"For if God didn’t spare the angels who sinned but threw them down into Tartarus and delivered them to be kept in chains of darkness until judgment." - 2 Pet. 2:4—Holman margin)?
The noun tartarus, or tartaros, was used in Grecian mythology as the name for a dark abyss or prison in which wicked spirits were kept imprisoned and were punished. And when the Roman Catholic Church in the Dark Ages took over from the heathen the doctrines of the consciousness of the dead and the eternal torment of the wicked, it without Biblical warrant magnified the heathen idea of tartarus.
The noun form, tartarus, is not found in the Scriptures, but the verb form, tartaroo, taken from the same root, occurs one time, in 2 Pet. 2:4. This one verb, tartaroo, is by the translators of the King James Version rendered by five words, “cast them down to hell,”—thus including a verb, a personal pronoun, an adverb, a preposition and a noun. This fact properly arouses suspicion that some violence has been done in this translation of the verb tartaroo. If we keep in mind the basic idea of tartarus as mentioned above--a prison—and make a verb of it, we have the true meaning of the verb tartaroo, i.e., to imprison.
Thus the Apostle Peter by the verb tartaroo tells us that God imprisoned the angels that sinned (Gen. 6:2-4; 1 Pet. 3:19, 20), and he adds that they were delivered “into chains of darkness, to be reserved unto judgment”; and since the Apostle Jude (6, 7) tells us that such imprisonment lasts until the judgment of the great day (into which we have already entered), and since these fallen angels as the power of the air (Eph. 2:2; 6:12, margin) are active among humans, e.g., in demonizing people, appearing in séances and other occult practices, we conclude that earth’s atmosphere is their prison (Matt. 8:28-32; 12:22-28).
The noun tartarus, or tartaros, was used in Grecian mythology as the name for a dark abyss or prison in which wicked spirits were kept imprisoned and were punished. And when the Roman Catholic Church in the Dark Ages took over from the heathen the doctrines of the consciousness of the dead and the eternal torment of the wicked, it without Biblical warrant magnified the heathen idea of tartarus.
The noun form, tartarus, is not found in the Scriptures, but the verb form, tartaroo, taken from the same root, occurs one time, in 2 Pet. 2:4. This one verb, tartaroo, is by the translators of the King James Version rendered by five words, “cast them down to hell,”—thus including a verb, a personal pronoun, an adverb, a preposition and a noun. This fact properly arouses suspicion that some violence has been done in this translation of the verb tartaroo. If we keep in mind the basic idea of tartarus as mentioned above--a prison—and make a verb of it, we have the true meaning of the verb tartaroo, i.e., to imprison.
Thus the Apostle Peter by the verb tartaroo tells us that God imprisoned the angels that sinned (Gen. 6:2-4; 1 Pet. 3:19, 20), and he adds that they were delivered “into chains of darkness, to be reserved unto judgment”; and since the Apostle Jude (6, 7) tells us that such imprisonment lasts until the judgment of the great day (into which we have already entered), and since these fallen angels as the power of the air (Eph. 2:2; 6:12, margin) are active among humans, e.g., in demonizing people, appearing in séances and other occult practices, we conclude that earth’s atmosphere is their prison (Matt. 8:28-32; 12:22-28).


Assignment: Please output the entries that follow exactly, without a single image.
-- Available data follows --
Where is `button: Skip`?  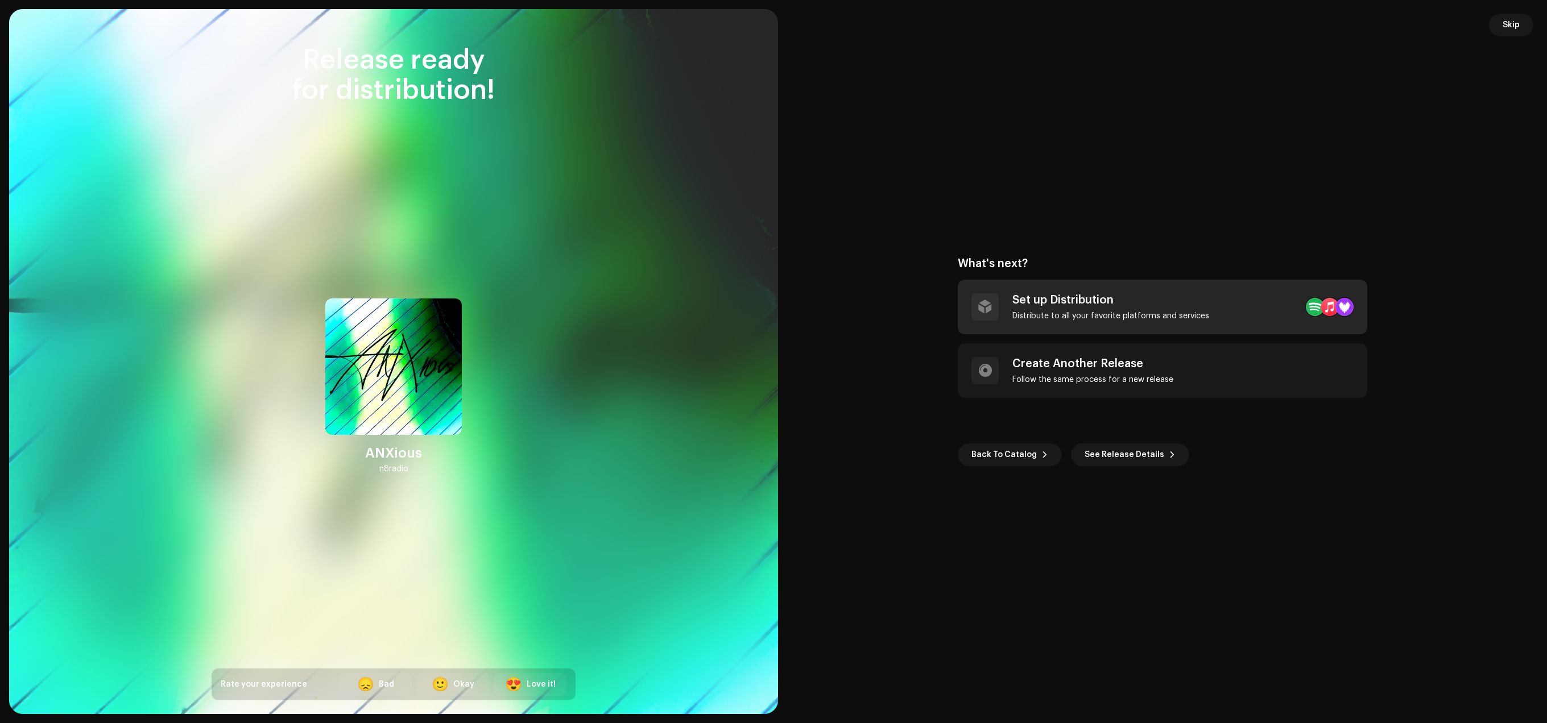
button: Skip is located at coordinates (1511, 25).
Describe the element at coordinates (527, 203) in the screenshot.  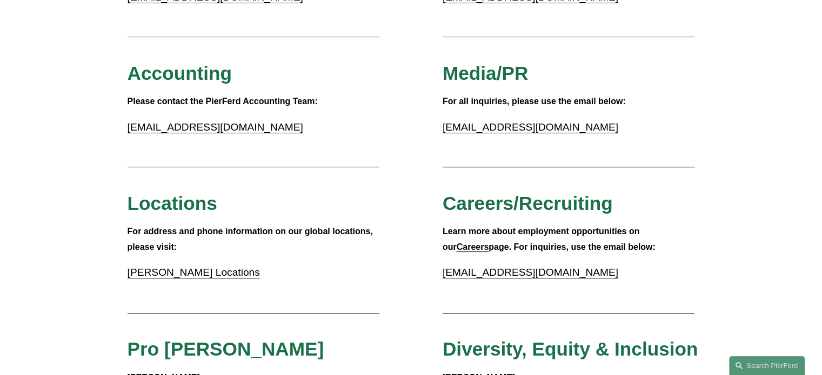
I see `span: Careers/Recruiting` at that location.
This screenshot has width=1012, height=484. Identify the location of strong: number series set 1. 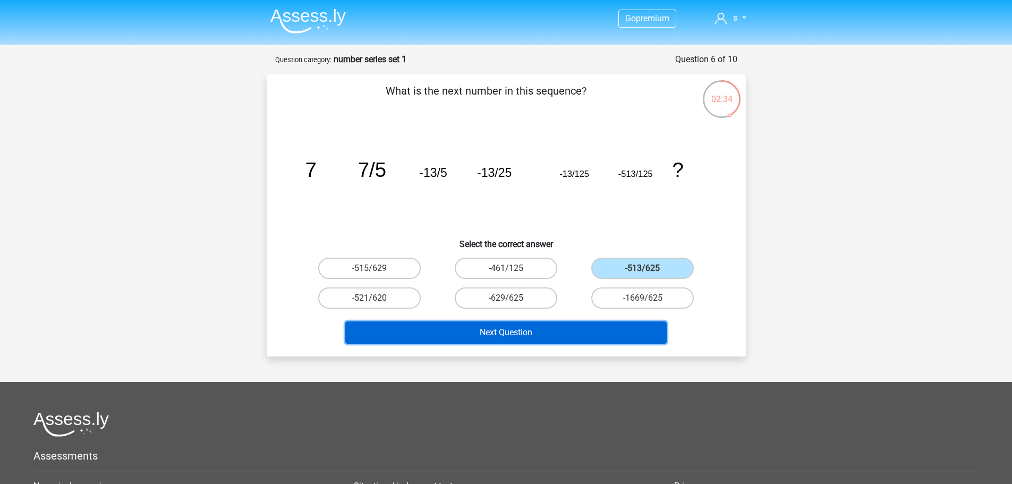
(370, 59).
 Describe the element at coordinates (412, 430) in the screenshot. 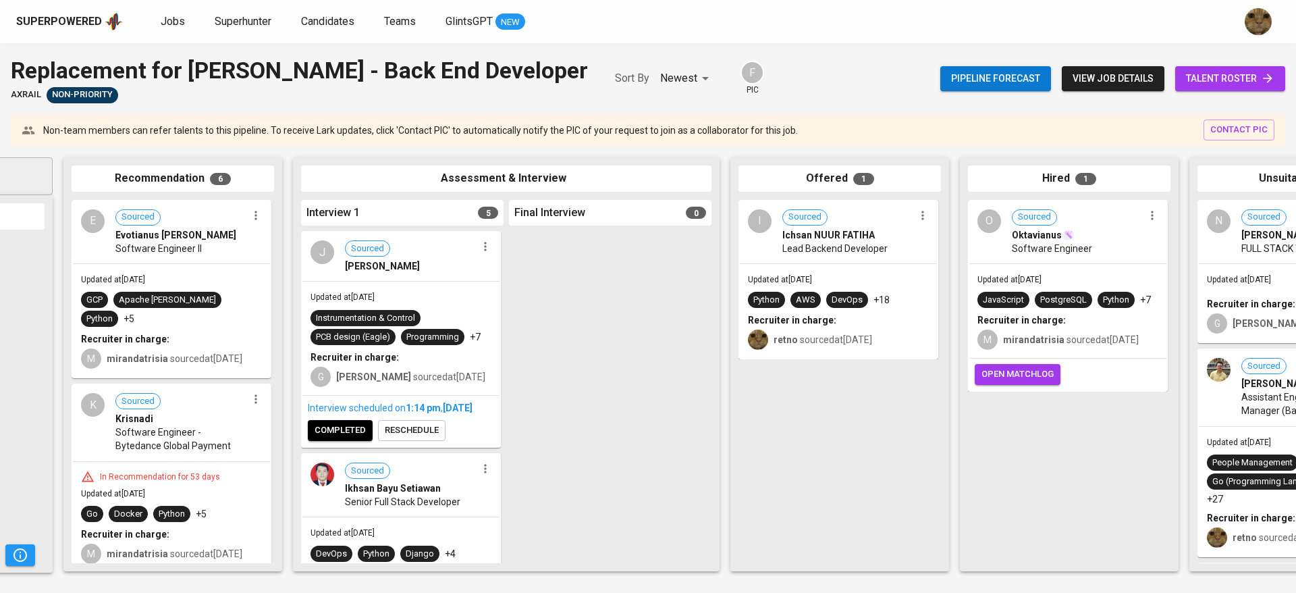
-- Available data concluded --
Result:
Where is `button: Skip`?  
button: Skip is located at coordinates (1511, 25).
Describe the element at coordinates (527, 203) in the screenshot.  
I see `span: Careers/Recruiting` at that location.
This screenshot has width=1012, height=484. Identify the location of strong: number series set 1. 
(370, 59).
 Describe the element at coordinates (412, 430) in the screenshot. 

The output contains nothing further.